Glyph: Graphic Poetry = Trans. Sensory
by Naoko Fujimoto
Tupelo Press ($21.95)
Apollinaire had his calligrams, Patchen made painting-poems, and if you count acrostics as concrete poetry, then the field is older than the Bible. This is to give you a sense of scale for how inventive Naoko Fujimoto’s book Glyph: Graphic Poetry = Trans. Sensory is. Fujimoto has not only created, but also named a new type of poem. She says in the afterword, “During the completion of this book, I challenged my limits.”
The “graphic poetry” in Glyph are colorful, striking collages, written with watercolors, pencils, and ink. The materials in these full-bodied art pieces include birthday cards, origami paper, wrappers, scrap paper, and washi paper; some parts were cut, some were found, but all of them were especially chosen to have “a specific purpose in the work.” The effect is quite unlike any other I’ve experienced reading poetry.
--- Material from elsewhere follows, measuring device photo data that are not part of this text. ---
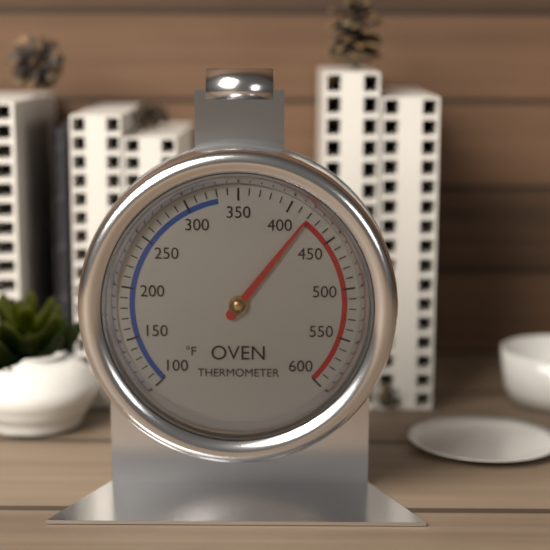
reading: 420 °F
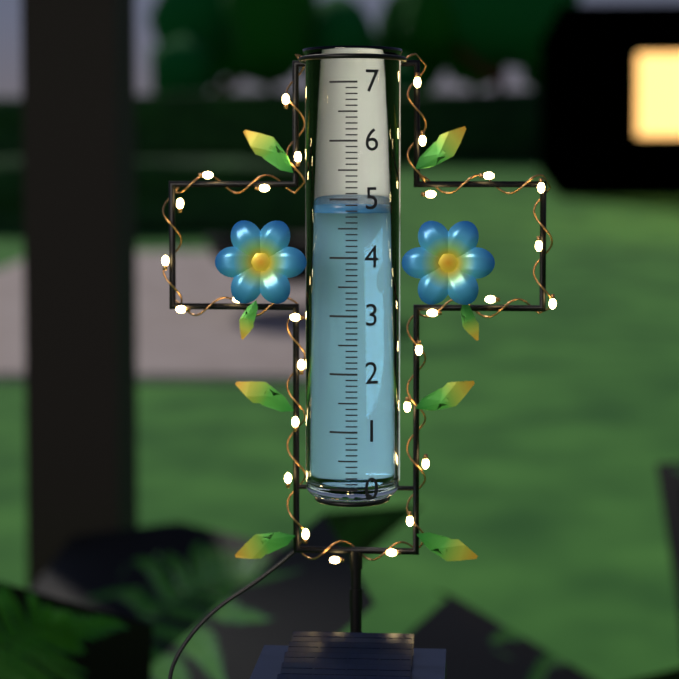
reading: 4.8 (no unit)
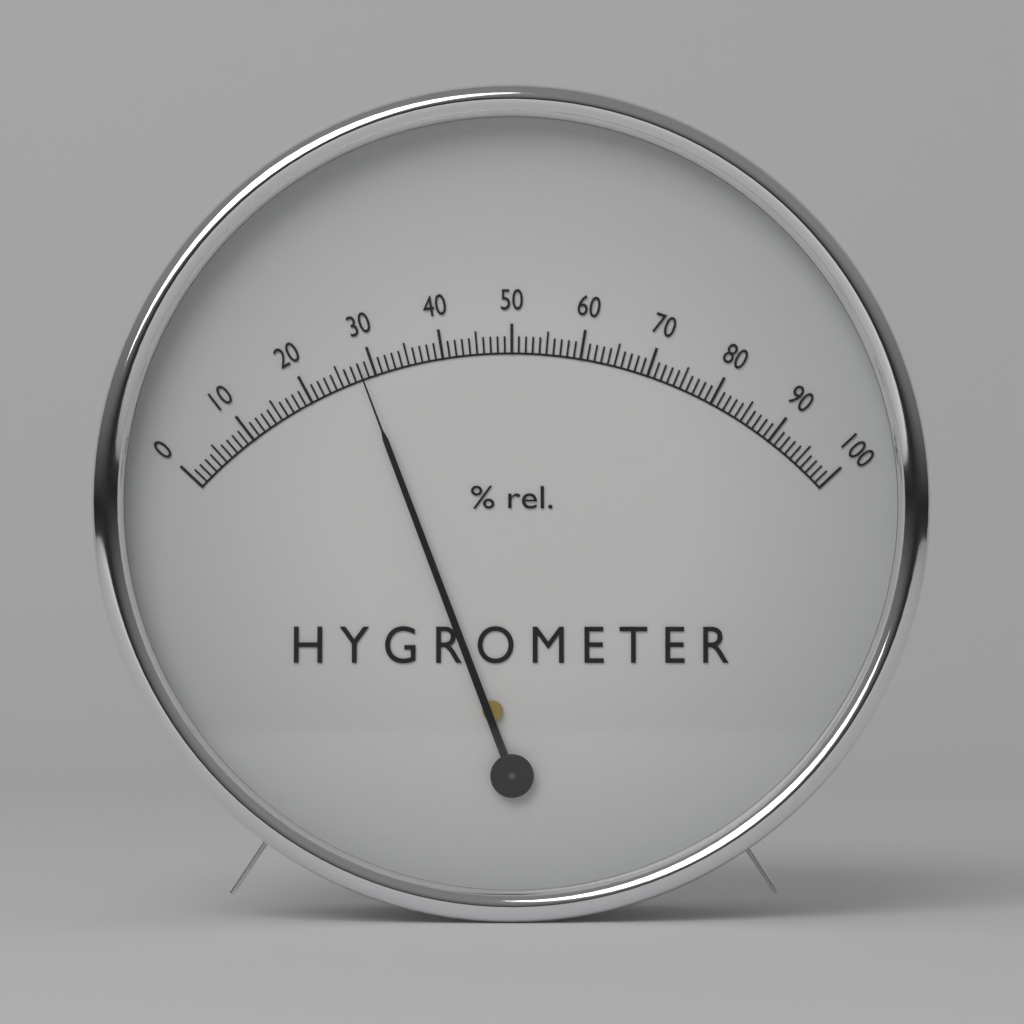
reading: 28 %
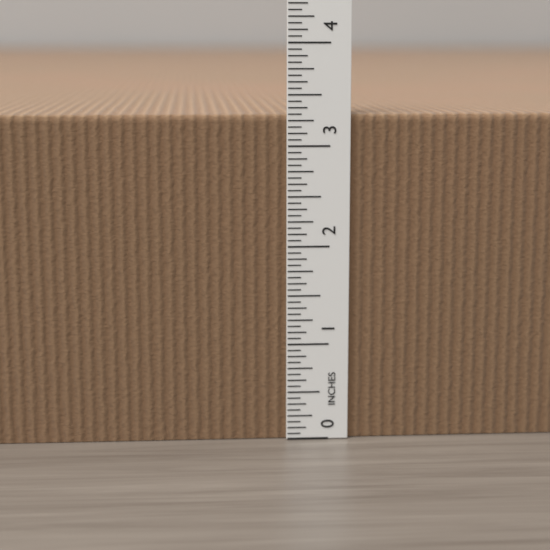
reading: 3.3125 in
For one example: “I Eat Pig Ears in Cebu” has vertical cutouts of potato peelers made from washi paper, overlapping and bordered by straight lines of more washi paper. The lines of the poem populate the leftover space; “Pick plastic pieces / and make an imaginary / rainbow.” The reader must turn the book all around, sometimes unsure of which line is the next in sequence. Even the title is off to the side; on turning the page, one is immediately confronted with the Warhol-esque doppelganged menagerie of kaleidoscopic potato peelers. The poem is inspired by the poet’s time volunteering for a school for the children of leprosy victims in the Philippines. “As [Gerhard] Richter used a squeegee to scrape off paint, blurring particular parts of his work, I used vegetable peelers to express the wish to scrape a social problem,” Fujimoto explains. Never has a form and message been so uniquely suited, I don’t think.
These graphic poems are stimulating, perhaps overly so. As you are at first invited in with the colors and textures on a page, the real work of reading the words, and connecting them to the images contextually, is difficult. But it is rewarding work. The poet says in the introduction, “my graphic poems contain side stories hidden behind the main narrative—be they comedic or serious—for the viewer to discover and interpret.” Glyph is a work of art to be read and seen over and again.